Genre: | Children's books, Historical fiction |
Media Type: | |
Under the Hawthorn Tree | |
Series: | Children of the Famine |
Language: | English |
Author: | Marita Conlon-McKenna |
Caption: | First edition |
Followed By: | Wildflower Girl |
Under the Hawthorn Tree is a children's historical novel by Marita Conlon-McKenna, the first in her Children of the Famine trilogy set at the time of the Great Famine in Ireland. It was published by the O'Brien Press in May 1990.[1] It was adapted for television in 1999.
The novel tells the story of three siblings, Mary Ellen (Eily), Michael and Margaret (Peggy) O'Driscoll, who live in a small cottage in their home district of Duneen. Ireland is in the height of The Great Hunger. Blight has destroyed the staple crop. Ten month old Bridget dies of famine fever and is buried under the hawthorn tree in the garden: in Irish mythology, the hawthorn is linked with the otherworld.
Their father has gone to find work on the famine roads, and the children and their mother struggle each day, barely getting enough food to survive. Their mother ends up selling all of her belongings except for the clothes on their backs. Desperate and worried that she won't be able to feed her children alone, she leaves to search for her husband. After waiting for their parents for a few days, the three siblings are forced to leave for the workhouse. Eily makes a decision; they would make the long journey to find Nano and Lena, the aunts from their mother's stories. The journey ahead is dangerous and the children are weak, but they are determined to make it to Castletaggart where their aunts are living and running a bakery.
Under the Hawthorn Tree received the Children's and Young Adult's Book Award for Older Reader Category in 1991.[2]
The book, originally written in English, has been translated into Irish, French, Dutch, German, Spanish, Danish, Swedish, Italian, Japanese, Persian, Malay, Arabic and Korean.[3]
Under the Hawthorn Tree was filmed for Channel 4 and screened as a four-part series in March 1999.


Your assignment => Nothing in the records that follow should differ once you have copied them out.

Available data =>
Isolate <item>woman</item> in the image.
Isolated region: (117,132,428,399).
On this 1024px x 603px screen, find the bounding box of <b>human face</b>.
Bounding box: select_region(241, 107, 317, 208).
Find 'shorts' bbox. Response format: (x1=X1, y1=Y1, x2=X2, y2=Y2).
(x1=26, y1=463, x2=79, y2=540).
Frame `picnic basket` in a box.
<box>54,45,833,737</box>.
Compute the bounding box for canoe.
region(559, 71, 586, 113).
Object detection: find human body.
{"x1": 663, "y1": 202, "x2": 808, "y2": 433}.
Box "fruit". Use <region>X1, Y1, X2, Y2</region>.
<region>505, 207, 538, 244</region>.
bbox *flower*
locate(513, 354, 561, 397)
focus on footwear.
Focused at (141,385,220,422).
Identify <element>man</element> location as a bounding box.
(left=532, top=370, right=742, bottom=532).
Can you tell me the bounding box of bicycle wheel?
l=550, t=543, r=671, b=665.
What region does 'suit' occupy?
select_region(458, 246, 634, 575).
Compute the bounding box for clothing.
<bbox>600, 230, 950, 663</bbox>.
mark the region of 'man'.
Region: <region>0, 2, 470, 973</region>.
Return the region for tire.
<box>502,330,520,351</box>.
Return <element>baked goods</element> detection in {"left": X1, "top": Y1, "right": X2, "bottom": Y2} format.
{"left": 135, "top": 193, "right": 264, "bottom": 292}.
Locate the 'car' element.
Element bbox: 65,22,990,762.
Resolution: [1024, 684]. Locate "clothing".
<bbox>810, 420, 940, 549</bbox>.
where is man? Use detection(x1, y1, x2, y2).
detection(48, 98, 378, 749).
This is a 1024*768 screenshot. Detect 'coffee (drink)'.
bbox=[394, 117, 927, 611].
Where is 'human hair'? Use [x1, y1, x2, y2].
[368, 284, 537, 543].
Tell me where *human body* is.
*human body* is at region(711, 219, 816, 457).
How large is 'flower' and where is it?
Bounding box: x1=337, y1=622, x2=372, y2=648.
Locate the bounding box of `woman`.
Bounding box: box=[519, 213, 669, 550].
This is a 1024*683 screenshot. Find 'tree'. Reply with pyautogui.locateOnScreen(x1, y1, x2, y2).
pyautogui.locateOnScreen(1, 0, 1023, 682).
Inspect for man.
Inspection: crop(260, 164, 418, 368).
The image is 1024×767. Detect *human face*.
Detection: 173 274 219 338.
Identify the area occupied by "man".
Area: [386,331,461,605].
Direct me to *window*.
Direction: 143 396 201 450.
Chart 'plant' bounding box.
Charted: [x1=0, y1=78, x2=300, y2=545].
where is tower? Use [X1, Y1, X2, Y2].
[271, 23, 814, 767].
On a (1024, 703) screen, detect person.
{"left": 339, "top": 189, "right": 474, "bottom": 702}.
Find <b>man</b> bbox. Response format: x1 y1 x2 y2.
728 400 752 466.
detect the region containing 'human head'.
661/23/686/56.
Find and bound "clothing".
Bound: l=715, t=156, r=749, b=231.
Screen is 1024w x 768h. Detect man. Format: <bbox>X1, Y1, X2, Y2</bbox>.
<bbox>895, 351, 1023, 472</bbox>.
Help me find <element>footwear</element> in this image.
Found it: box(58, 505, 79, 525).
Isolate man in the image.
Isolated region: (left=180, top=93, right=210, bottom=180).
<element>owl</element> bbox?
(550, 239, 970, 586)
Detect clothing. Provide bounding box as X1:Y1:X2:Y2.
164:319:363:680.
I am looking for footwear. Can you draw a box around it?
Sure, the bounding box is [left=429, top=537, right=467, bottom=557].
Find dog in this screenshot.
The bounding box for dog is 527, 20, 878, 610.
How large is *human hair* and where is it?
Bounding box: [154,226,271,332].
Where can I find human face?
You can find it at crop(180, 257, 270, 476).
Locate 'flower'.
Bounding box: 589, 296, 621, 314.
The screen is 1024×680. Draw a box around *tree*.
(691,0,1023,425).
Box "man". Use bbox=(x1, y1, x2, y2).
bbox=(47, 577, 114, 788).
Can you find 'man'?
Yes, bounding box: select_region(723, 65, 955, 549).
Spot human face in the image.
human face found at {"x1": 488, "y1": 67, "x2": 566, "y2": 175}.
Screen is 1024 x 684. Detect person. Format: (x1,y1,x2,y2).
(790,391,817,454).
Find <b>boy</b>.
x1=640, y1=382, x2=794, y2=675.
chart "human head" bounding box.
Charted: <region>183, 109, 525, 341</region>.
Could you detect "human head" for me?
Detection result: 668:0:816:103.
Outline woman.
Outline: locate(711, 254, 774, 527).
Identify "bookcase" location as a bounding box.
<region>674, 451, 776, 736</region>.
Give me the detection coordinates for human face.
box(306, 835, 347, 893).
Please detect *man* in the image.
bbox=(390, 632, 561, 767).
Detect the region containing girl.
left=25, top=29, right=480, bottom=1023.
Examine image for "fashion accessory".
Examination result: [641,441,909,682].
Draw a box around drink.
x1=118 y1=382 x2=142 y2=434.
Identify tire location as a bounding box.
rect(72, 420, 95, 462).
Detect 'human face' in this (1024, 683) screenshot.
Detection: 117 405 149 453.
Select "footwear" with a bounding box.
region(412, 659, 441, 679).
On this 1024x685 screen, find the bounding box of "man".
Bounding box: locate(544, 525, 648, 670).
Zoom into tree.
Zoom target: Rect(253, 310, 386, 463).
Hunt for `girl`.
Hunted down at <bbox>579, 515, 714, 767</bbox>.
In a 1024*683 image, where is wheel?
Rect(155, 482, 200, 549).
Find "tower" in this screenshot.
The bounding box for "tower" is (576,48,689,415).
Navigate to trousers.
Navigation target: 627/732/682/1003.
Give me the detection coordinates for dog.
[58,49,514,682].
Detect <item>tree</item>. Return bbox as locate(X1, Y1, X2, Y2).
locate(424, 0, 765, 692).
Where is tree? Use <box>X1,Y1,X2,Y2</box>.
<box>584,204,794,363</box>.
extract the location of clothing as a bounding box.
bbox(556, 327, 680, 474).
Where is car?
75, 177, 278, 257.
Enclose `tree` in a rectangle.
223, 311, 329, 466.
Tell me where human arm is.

Reply =>
Isolate <item>woman</item> in the image.
Isolated region: (117,132,428,399).
On this 1024px x 603px screen, find the bounding box of <b>human face</b>.
Bounding box: select_region(241, 107, 317, 208).
Find 'shorts' bbox. Response format: (x1=X1, y1=Y1, x2=X2, y2=Y2).
(x1=26, y1=463, x2=79, y2=540).
Frame `picnic basket` in a box.
<box>54,45,833,737</box>.
Compute the bounding box for canoe.
region(559, 71, 586, 113).
Object detection: find human body.
{"x1": 663, "y1": 202, "x2": 808, "y2": 433}.
Box "fruit". Use <region>X1, Y1, X2, Y2</region>.
<region>505, 207, 538, 244</region>.
bbox *flower*
locate(513, 354, 561, 397)
focus on footwear.
Focused at (141,385,220,422).
Identify <element>man</element> location as a bounding box.
(left=532, top=370, right=742, bottom=532).
Can you tell me the bounding box of bicycle wheel?
l=550, t=543, r=671, b=665.
What region does 'suit' occupy?
select_region(458, 246, 634, 575).
Compute the bounding box for clothing.
<bbox>600, 230, 950, 663</bbox>.
mark the region of 'man'.
Region: <region>0, 2, 470, 973</region>.
Return the region for tire.
<box>502,330,520,351</box>.
Return <element>baked goods</element> detection in {"left": X1, "top": Y1, "right": X2, "bottom": Y2} format.
{"left": 135, "top": 193, "right": 264, "bottom": 292}.
Locate the 'car' element.
Element bbox: 65,22,990,762.
Resolution: [1024, 684]. Locate "clothing".
<bbox>810, 420, 940, 549</bbox>.
where is man? Use detection(x1, y1, x2, y2).
detection(48, 98, 378, 749).
This is a 1024*768 screenshot. Detect 'coffee (drink)'.
bbox=[394, 117, 927, 611].
Where is 'human hair'? Use [x1, y1, x2, y2].
[368, 284, 537, 543].
Tell me where *human body* is.
*human body* is at region(711, 219, 816, 457).
How large is 'flower' and where is it?
Bounding box: x1=337, y1=622, x2=372, y2=648.
Locate the bounding box of `woman`.
Bounding box: box=[519, 213, 669, 550].
This is a 1024*683 screenshot. Find 'tree'. Reply with pyautogui.locateOnScreen(x1, y1, x2, y2).
pyautogui.locateOnScreen(1, 0, 1023, 682).
Inspect for man.
Inspection: crop(260, 164, 418, 368).
The image is 1024×767. Detect *human face*.
Detection: 173 274 219 338.
Identify the area occupied by "man".
Area: [386,331,461,605].
Direct me to *window*.
Direction: 143 396 201 450.
Chart 'plant' bounding box.
Charted: [x1=0, y1=78, x2=300, y2=545].
where is tower? Use [X1, Y1, X2, Y2].
[271, 23, 814, 767].
On a (1024, 703) screen, detect person.
{"left": 339, "top": 189, "right": 474, "bottom": 702}.
Find <b>man</b> bbox. Response format: x1 y1 x2 y2.
728 400 752 466.
detect the region containing 'human head'.
661/23/686/56.
Find and bound "clothing".
Bound: l=715, t=156, r=749, b=231.
Screen is 1024w x 768h. Detect man. Format: <bbox>X1, Y1, X2, Y2</bbox>.
<bbox>895, 351, 1023, 472</bbox>.
Help me find <element>footwear</element> in this image.
Found it: box(58, 505, 79, 525).
Isolate man in the image.
Isolated region: (left=180, top=93, right=210, bottom=180).
<element>owl</element> bbox?
(550, 239, 970, 586)
Detect clothing. Provide bounding box as X1:Y1:X2:Y2.
164:319:363:680.
I am looking for footwear. Can you draw a box around it?
Sure, the bounding box is [left=429, top=537, right=467, bottom=557].
Find dog in this screenshot.
The bounding box for dog is 527, 20, 878, 610.
How large is *human hair* and where is it?
Bounding box: [154,226,271,332].
Where can I find human face?
You can find it at crop(180, 257, 270, 476).
Locate 'flower'.
Bounding box: 589, 296, 621, 314.
The screen is 1024×680. Draw a box around *tree*.
(691,0,1023,425).
Box "man". Use bbox=(x1, y1, x2, y2).
bbox=(47, 577, 114, 788).
Can you find 'man'?
Yes, bounding box: select_region(723, 65, 955, 549).
Spot human face in the image.
human face found at {"x1": 488, "y1": 67, "x2": 566, "y2": 175}.
Screen is 1024 x 684. Detect person. Format: (x1,y1,x2,y2).
(790,391,817,454).
Find <b>boy</b>.
x1=640, y1=382, x2=794, y2=675.
chart "human head" bounding box.
Charted: <region>183, 109, 525, 341</region>.
Could you detect "human head" for me?
Detection result: 668:0:816:103.
Outline woman.
Outline: locate(711, 254, 774, 527).
Identify "bookcase" location as a bounding box.
<region>674, 451, 776, 736</region>.
Give me the detection coordinates for human face.
box(306, 835, 347, 893).
Please detect *man* in the image.
bbox=(390, 632, 561, 767).
Detect the region containing girl.
left=25, top=29, right=480, bottom=1023.
Examine image for "fashion accessory".
Examination result: [641,441,909,682].
Draw a box around drink.
x1=118 y1=382 x2=142 y2=434.
Identify tire location as a bounding box.
rect(72, 420, 95, 462).
Detect 'human face' in this (1024, 683) screenshot.
Detection: 117 405 149 453.
Select "footwear" with a bounding box.
region(412, 659, 441, 679).
On this 1024x685 screen, find the bounding box of "man".
Bounding box: locate(544, 525, 648, 670).
Zoom into tree.
Zoom target: Rect(253, 310, 386, 463).
Hunt for `girl`.
Hunted down at <bbox>579, 515, 714, 767</bbox>.
In a 1024*683 image, where is wheel?
Rect(155, 482, 200, 549).
Find "tower" in this screenshot.
The bounding box for "tower" is (576,48,689,415).
Navigate to trousers.
Navigation target: 627/732/682/1003.
Give me the detection coordinates for dog.
[58,49,514,682].
Detect <item>tree</item>. Return bbox as locate(X1, Y1, X2, Y2).
locate(424, 0, 765, 692).
Where is tree? Use <box>X1,Y1,X2,Y2</box>.
<box>584,204,794,363</box>.
extract the location of clothing as a bounding box.
bbox(556, 327, 680, 474).
Where is car?
75, 177, 278, 257.
Enclose `tree` in a rectangle.
223, 311, 329, 466.
Tell me where human arm is.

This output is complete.